Friday, April 1, 2011

Dateline Detroit: Tales of Anger and Flight (Not White Flight or Anger)

No, this is not an April Fools Day post although I wish it were. These are two current stories from a local news outlet in the Metro Detroit area, my area.

Detroit's problems are very well known and are not exclusive by any stretch, but what is revealed in the second story answers the problems in the first one.


Thief Faces Angry Mob in Detroit Neighborhood
Came Back to the Scene After He Forgot Something

(WJBK) - A thief stole the rims off of a brand new Buick LaCrosse on Detroit's west side Wednesday. Then he had the nerve to come back after realizing he forgot the jack he used to strip the car!

But when he tried to retrieve the tool, he was greeted by upset neighbors. Fox 2's Simon Shaykhet picks up the story from there.




Former Resident of Detroit: "I Wanted to Stay, But I Got Tired"


BLOOMFIELD TOWNSHIP, Mich. - She still keeps here Bible on the nightstand, but the .38 revolver is now locked in a box.

That’s because Paulette Bouyer, the brassy little grandmother with the pink lipstick, has left Detroit for the suburbs. Forever.

She is not alone. Over the past decade 238,000 people fled the city, many fed up with crime, crumbling buildings and a city government deaf to their cries for help. Like Bouyer, the majority of them are black and most of them have chosen to move to the overwhelming white suburbs, casting their lot with the whites rather than leave their lives to chance.

“I do have to say that I feel strange sometimes being a black person here, wondering what they’re saying or thinking about me,” she said. “But when they see that I am a quality person, a good neighbor, that feeling goes quickly away.

“Besides, it wears on your mind carrying a gun. I don’t want to hurt anyone.”

Bouyer, 63, was a member of a peculiar little sorority in Detroit. A church lady who carried a firearm. And it is not a small phenomenon. According to the Michigan State Police, more than 5,000 women over the age 55 legally carry a concealed weapon in the city.

You can’t say she didn’t try. Bouyer committed her life on the west side of Detroit, in the area of Greenview and Eight Mile, preferring to see sunshine on the horizon, only to be greeted by broken street lights. She endured the riot of 1967, the murder of her husband in 1977, the crack epidemic of the 90s, the blight of an abandoned nursing home at the end of her west side block in 2002. Then the drug addicts squatted in the foreclosed home next to hers. She endured the wild nights, the strange men, the house fire.

“I got tired of being lied to. Tired of the people in control telling me things were getting better. Trying to make it look a certain way even though it’s not.”

She stayed, and as a line worker at Fisher Body she was able to send her two sons through college. She also cooked for the hungry, attended city council meetings, trying to hold the neighborhood together. She even started a block club: Show You Care. Few did.

Then someone broke into her house in broad daylight, peeling the bars off the window. She got a gun and last year, she got gone.

“I got tired,” she said, stirring soup in her freshly painted kitchen, the archway of the door adorned with a God Bless Our Home doily. “I got tired of being lied to. Tired of the people in control telling me things were getting better. Trying to make it look a certain way even though it’s not.”

Cops that don’t come. Ambulances that come late. Drug addicts and punks loitering in the nursing home they promised to tear down but never did.

So she moved away. Boarded up her house. Put it up for sale. No takers. And so the city can count another vacant home.

“I love that memory of that city,” Bouyer said. “But that’s no longer the city I remember.”

Bouyer is happy in her suburban life. She walks in parks where children play. There are shops and restaurants. The insurance is cheaper and there is no tax on her electricity.

“Everything’s different here,” she says, as if she had moved to Europe. “They say hello at the gas station. Can you imagine that? I’m feeling fantabulous.”

No one person makes a city. But the loss of an honest and decent woman like Bouyer is a devastating one for Detroit. But Detroit’s loss is Bloomfield Township’s gain. Good neighbors always are.


Detroit proper has not elected any leadership outside the democratic party since 1961 (thats 50 years for those in Rio Linda).

Concider if you will the excerpted quote of Paulette Bouyer above, this begs the repeat of Albert Einsteins now infamous definition of insanity; "Insanity: doing the same thing over and over again and expecting different results".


## TASK TO CARRY OUT
Apart from the pictures, write out all the records exactly.

## INPUT RECORDS
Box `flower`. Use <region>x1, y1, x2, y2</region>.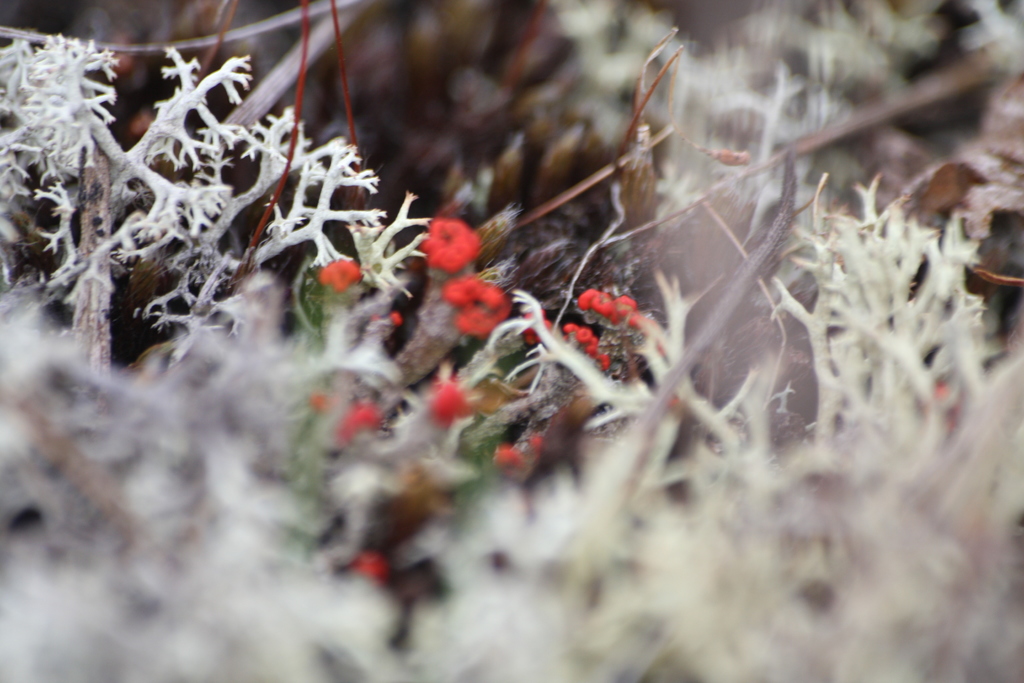
<region>316, 249, 349, 308</region>.
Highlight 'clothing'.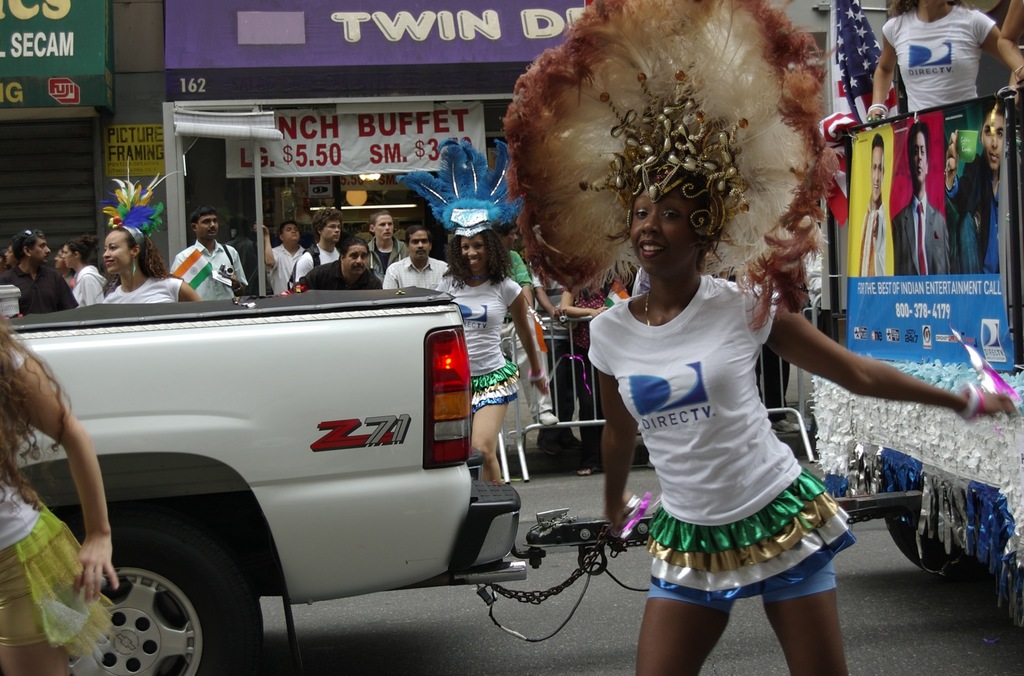
Highlighted region: l=296, t=245, r=342, b=284.
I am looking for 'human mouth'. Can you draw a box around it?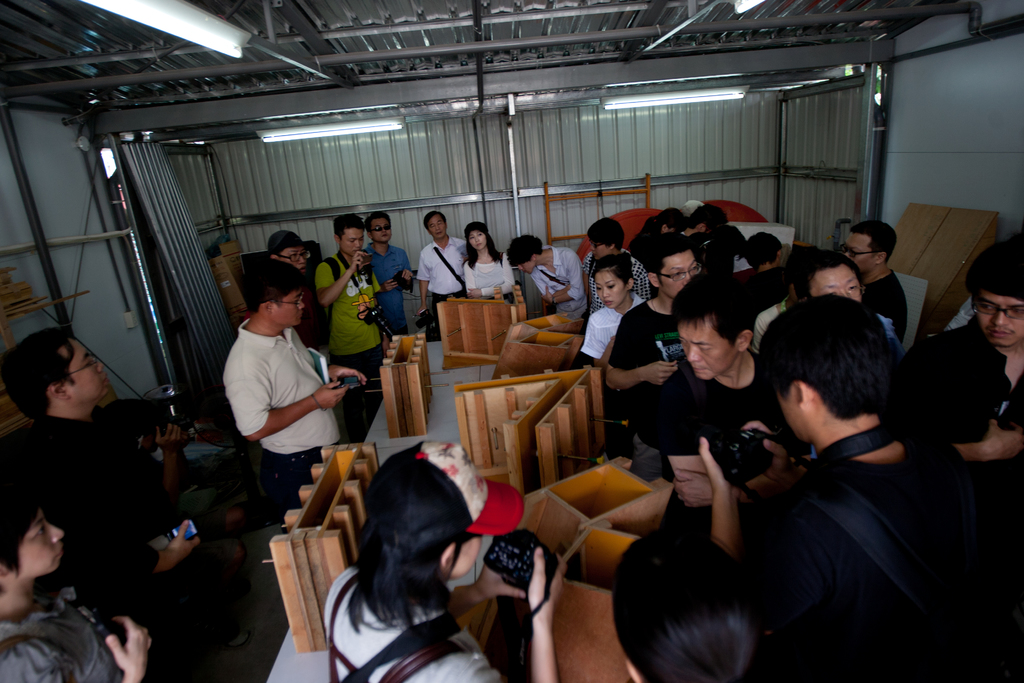
Sure, the bounding box is detection(92, 373, 102, 385).
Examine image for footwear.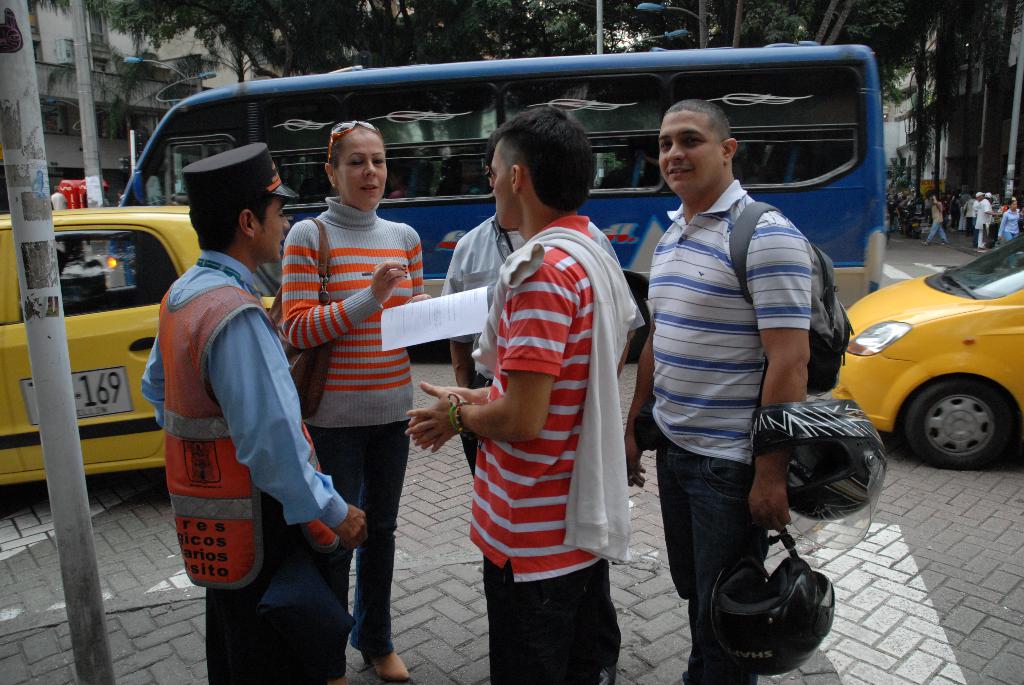
Examination result: x1=357 y1=648 x2=412 y2=682.
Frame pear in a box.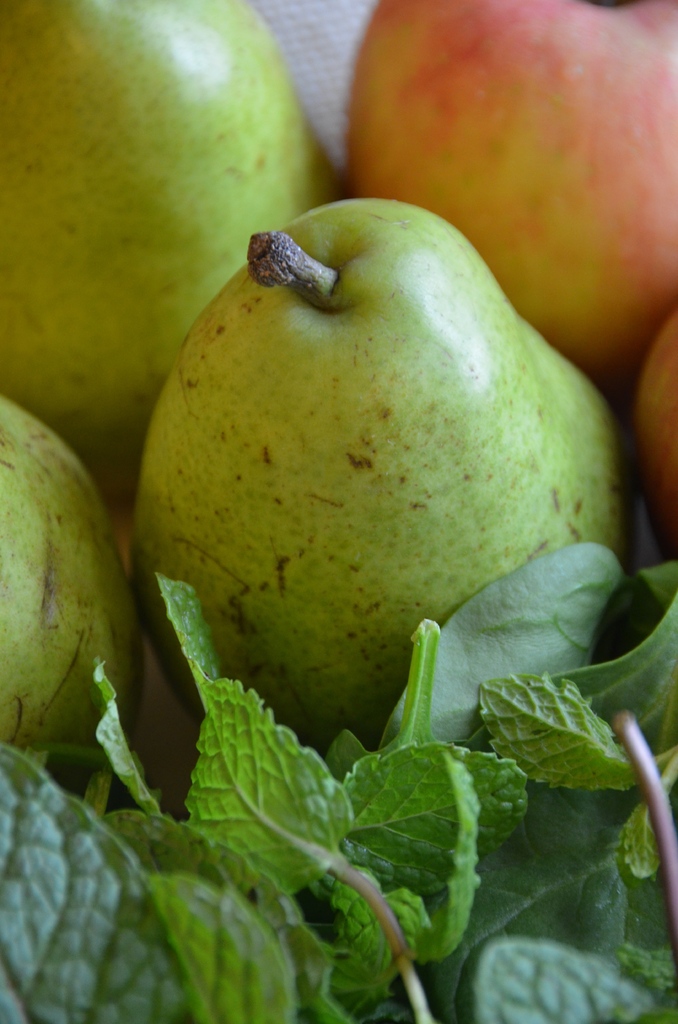
{"x1": 0, "y1": 387, "x2": 139, "y2": 764}.
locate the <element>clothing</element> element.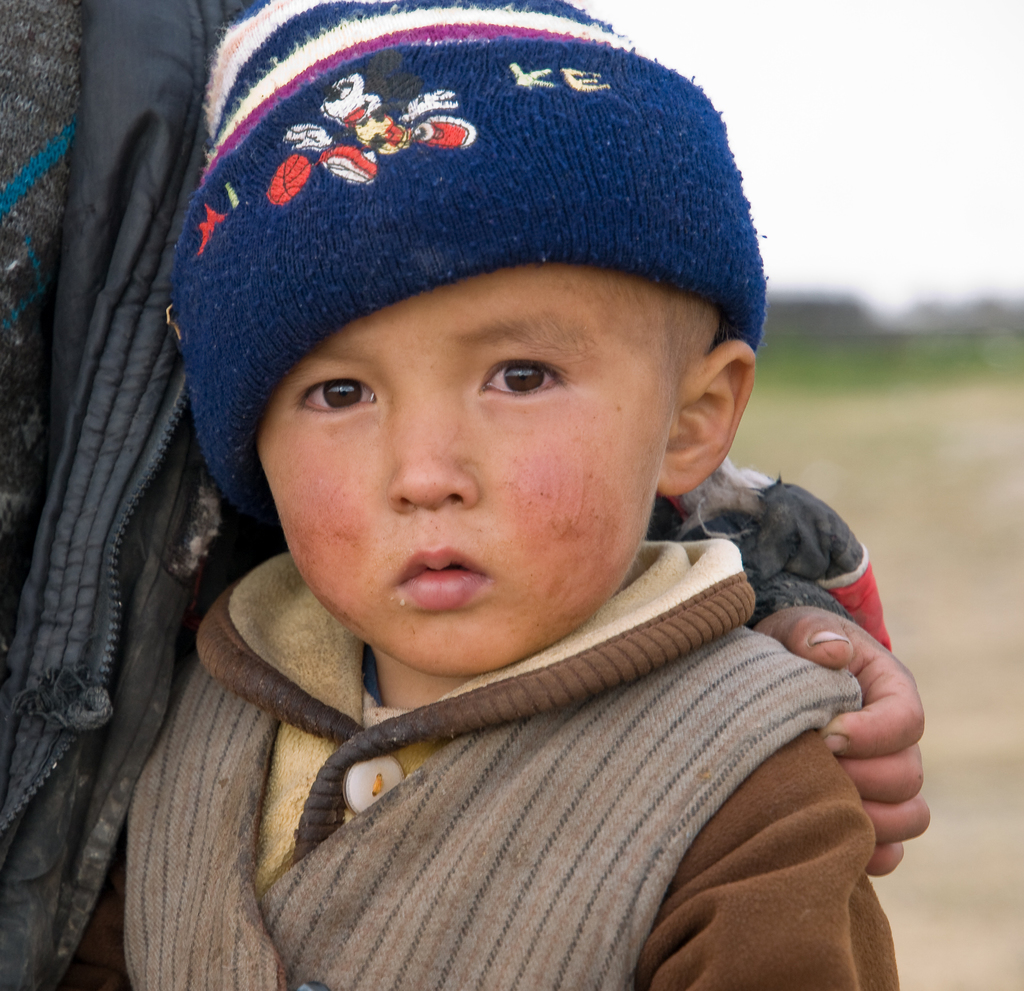
Element bbox: [left=75, top=463, right=892, bottom=990].
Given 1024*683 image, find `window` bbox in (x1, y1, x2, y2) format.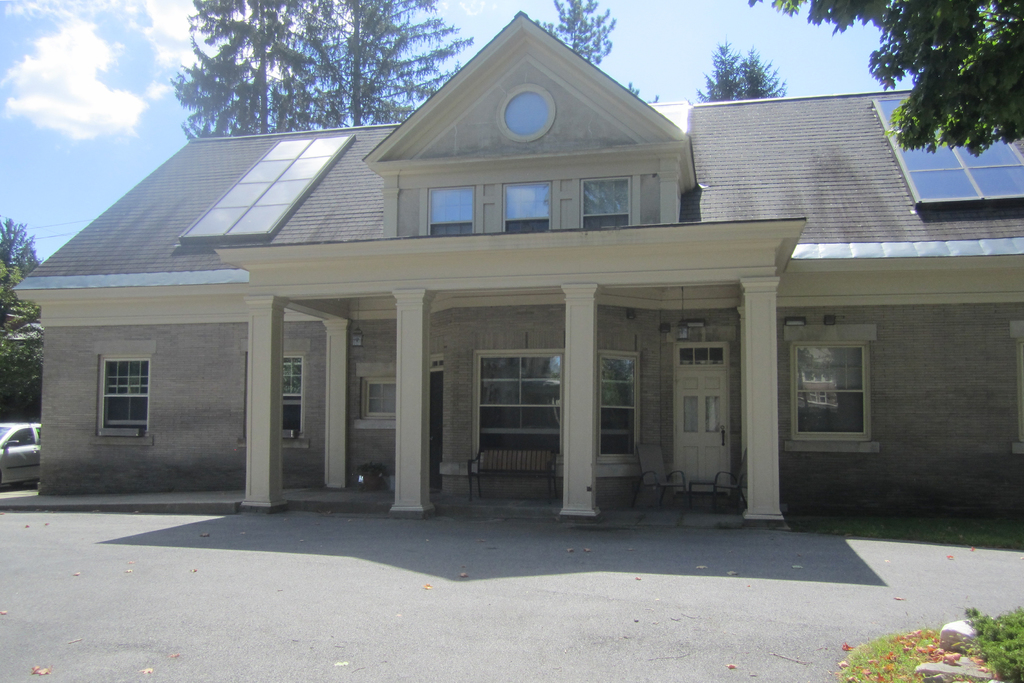
(874, 98, 1023, 195).
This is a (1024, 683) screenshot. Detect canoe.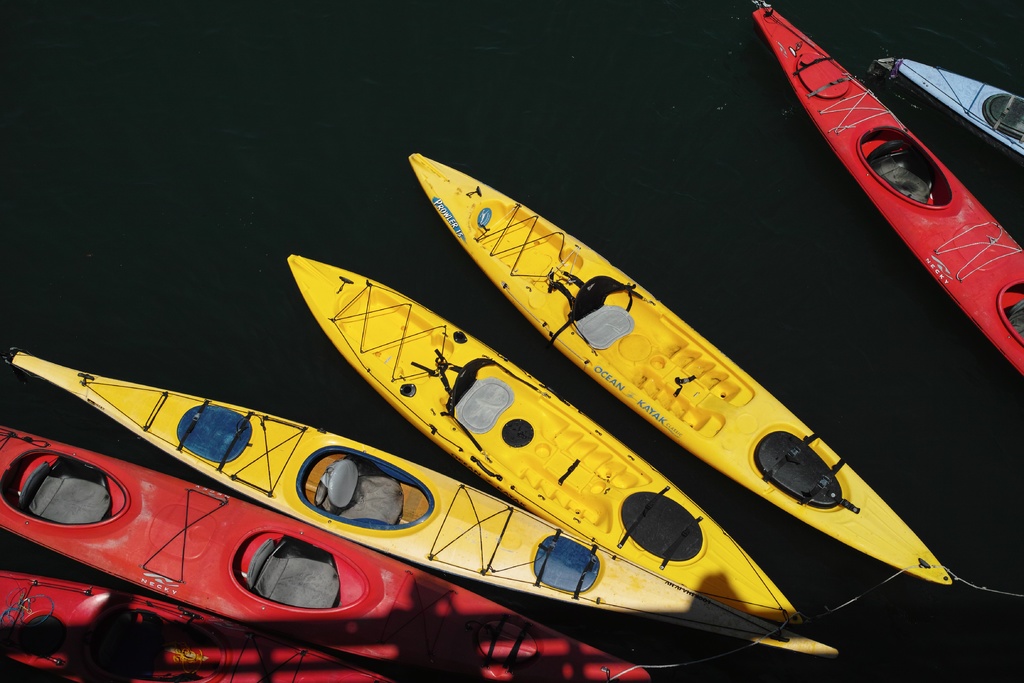
0,419,646,682.
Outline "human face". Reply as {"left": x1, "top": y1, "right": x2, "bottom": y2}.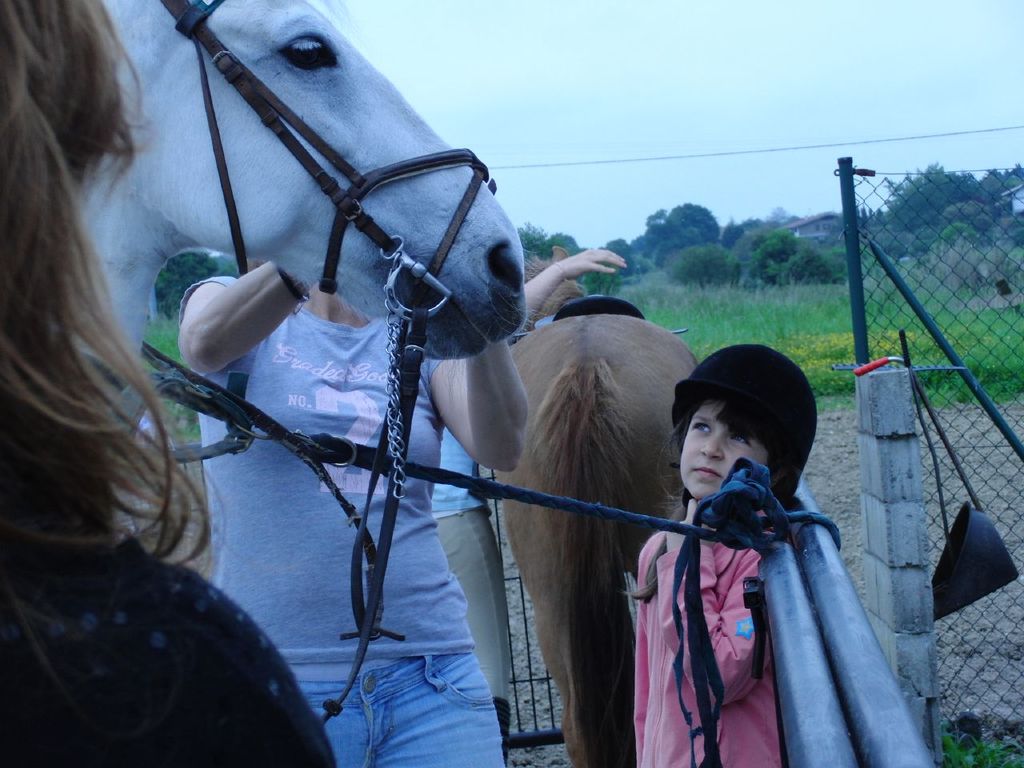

## ANSWER FOR THE TASK
Box `flower`. Use <region>x1, y1, x2, y2</region>.
<region>316, 249, 349, 308</region>.
Highlight 'clothing'.
Highlighted region: l=296, t=245, r=342, b=284.
I am looking for 'human mouth'. Can you draw a box around it?
Sure, the bounding box is detection(92, 373, 102, 385).
Examine image for footwear.
Examination result: x1=357 y1=648 x2=412 y2=682.
Frame pear in a box.
{"x1": 0, "y1": 387, "x2": 139, "y2": 764}.
locate the <element>clothing</element> element.
Element bbox: [left=75, top=463, right=892, bottom=990].
Given 1024*683 image, find `window` bbox in (x1, y1, x2, y2) format.
(874, 98, 1023, 195).
This is a (1024, 683) screenshot. Detect canoe.
0,419,646,682.
Outline "human face". Reply as {"left": x1, "top": y1, "right": x2, "bottom": y2}.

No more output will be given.